A very thought-provoking blog Fiona - and let's hope your PhD work turns up more of the same!

That’s interesting finding ‘Eren’ as the name of a Norman castle perhaps. But, my concern would be that this doesn’t mean that all the other names across this inner Moray coast are of the same period. In fact, I’d really doubt it. It’s more likely that the Normans either mashed an original name, or just gave their castle what they thought was an important name locally.

I’ve gone round and round in my head about these ‘Irish’ names in the region, but so far without hitting on a solid solution. First, if later people were trying to ‘Irishify’ the region, or if early Irish were (re-)naming places for their own goddesses, then they wouldn’t just use Eriu and Banba without the third Fodla. It just wouldn’t happen. All over the Celtic lands the mother/land goddess comes in a triplicate. As for Ealga, without modern encyclopedias and wikipedias I would seriously doubt how many people would even know of her ‘Irish’ existence, the name is so rare and peculiar. Then we also have Ness, the loch and river attested at least by Adomnan, who is the mother of the Ulster king Conchubar, Caren (IIRR) who is the mother of Niall of the Hostages, and Boand>Boann who is attested on the continent, then men, Taranis, Brendan, Brannan, Nectan – and that’s just off the top of my head, there’s probably as many again. Even the river Nairn is suspicious, modern Narann, although WP says it may originally be *Naverna, but Nar is a name I’ve seen at least twice in Irish texts. The main problem here is that these are Celtic deities/heroes/ancestors, most of them are pan-Celtic, so it may not be that this region is being renamed at all, it’s just that the names here have stuck. And there are plenty of other instances all over Pictland with so-called ‘Irish’ deity names too, the prevalence of which suggest pan-Celtic names rather than ‘Irish’.

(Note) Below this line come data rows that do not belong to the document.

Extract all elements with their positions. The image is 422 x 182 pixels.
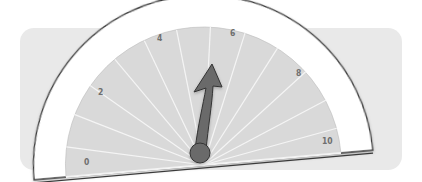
tick-label-8: 8 — [296, 68, 301, 78]
tick-label-0: 0 — [84, 157, 89, 167]
gauge-dial: 0 2 4 6 8 10 — [0, 0, 422, 182]
tick-label-10: 10 — [322, 136, 333, 146]
tick-label-6: 6 — [230, 28, 235, 38]
tick-label-2: 2 — [98, 87, 103, 97]
needle-pivot — [190, 143, 210, 163]
tick-label-4: 4 — [157, 33, 162, 43]
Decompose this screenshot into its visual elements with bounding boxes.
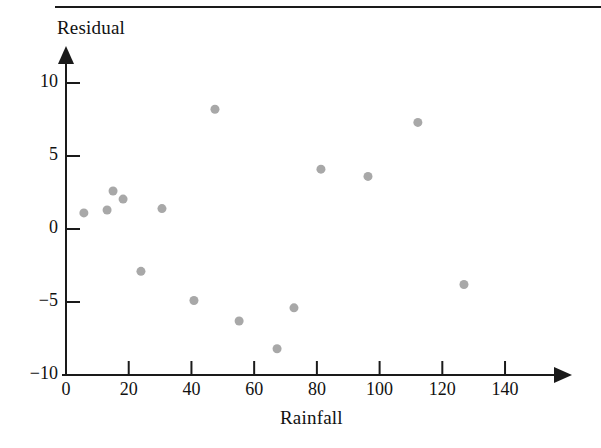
x-tick-label: 0 (36, 379, 96, 400)
data-points-group (79, 105, 468, 353)
x-tick-label: 40 (161, 379, 221, 400)
axes-group (62, 62, 556, 375)
y-axis-title: Residual (57, 17, 125, 39)
data-point (413, 118, 422, 127)
data-point (235, 316, 244, 325)
data-point (316, 165, 325, 174)
x-tick-label: 20 (99, 379, 159, 400)
data-point (210, 105, 219, 114)
data-point (103, 206, 112, 215)
scatter-plot-figure: Residual Rainfall −10−50510 020406080100… (0, 0, 601, 448)
data-point (189, 296, 198, 305)
x-tick-label: 120 (412, 379, 472, 400)
data-point (157, 204, 166, 213)
x-axis-ticks (66, 361, 505, 375)
data-point (79, 208, 88, 217)
data-point (136, 267, 145, 276)
data-point (273, 344, 282, 353)
y-tick-label: 10 (0, 71, 58, 92)
x-axis-title: Rainfall (280, 407, 343, 429)
x-tick-label: 60 (224, 379, 284, 400)
y-axis-ticks (66, 83, 80, 375)
data-point (363, 172, 372, 181)
data-point (109, 187, 118, 196)
y-tick-label: −5 (0, 290, 58, 311)
x-tick-label: 80 (287, 379, 347, 400)
y-tick-label: 0 (0, 217, 58, 238)
x-tick-label: 100 (350, 379, 410, 400)
data-point (119, 195, 128, 204)
x-tick-label: 140 (475, 379, 535, 400)
y-tick-label: 5 (0, 144, 58, 165)
data-point (459, 280, 468, 289)
data-point (289, 303, 298, 312)
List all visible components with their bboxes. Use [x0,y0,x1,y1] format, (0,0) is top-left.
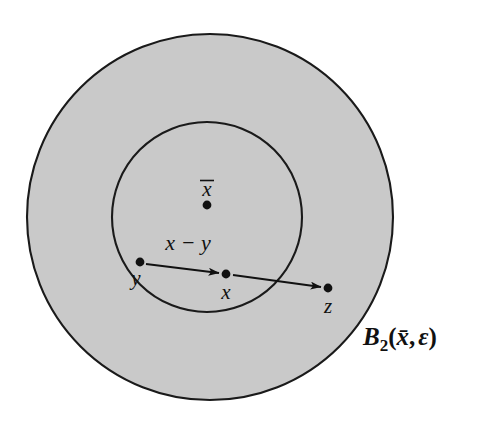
ball-label-subscript: 2 [380,336,389,355]
ball-label-center-var: x̄ [396,323,410,350]
point-xbar-dot [203,201,212,210]
outer-ball-label: B2(x̄,ε) [362,323,437,355]
point-y-label: y [129,266,141,290]
outer-ball-label-group: B2(x̄,ε) [362,323,437,355]
point-z-label: z [323,294,332,318]
vector-x-minus-y-label: x − y [164,230,211,255]
point-x-label: x [220,280,231,304]
figure-container: x y x z x − y B2(x̄,ε) [0,0,480,425]
ball-label-comma: , [409,323,415,350]
point-z-dot [324,284,333,293]
ball-label-base: B [362,323,380,350]
point-x-dot [222,270,231,279]
ball-label-open-paren: ( [388,323,396,351]
epsilon-ball-diagram: x y x z x − y B2(x̄,ε) [0,0,480,425]
ball-label-close-paren: ) [429,323,437,351]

Alternatively, it could betray a significant western immigration pattern followed by renaming. But then the question is ‘when’? (No.1 Pictish mantra – Its all about the dating!). For me, I suspect that this happened during the later Roman period, because the archaeology tends to show this region as different from the rest of Pictland, and that may be the case right up until the 700s (and yes I do include Burghead here). The region shows a coastal strip without any CI stones that I can happily date to after 200 AD. And the CI (ie pagan) stones sit in an outer ring around this void Moray coastal region, void until it gets quite late CII stones. From 200 – 700 AD is half a millenium – a looong time for lots of things to happen. This whole period is such a ‘dark age’.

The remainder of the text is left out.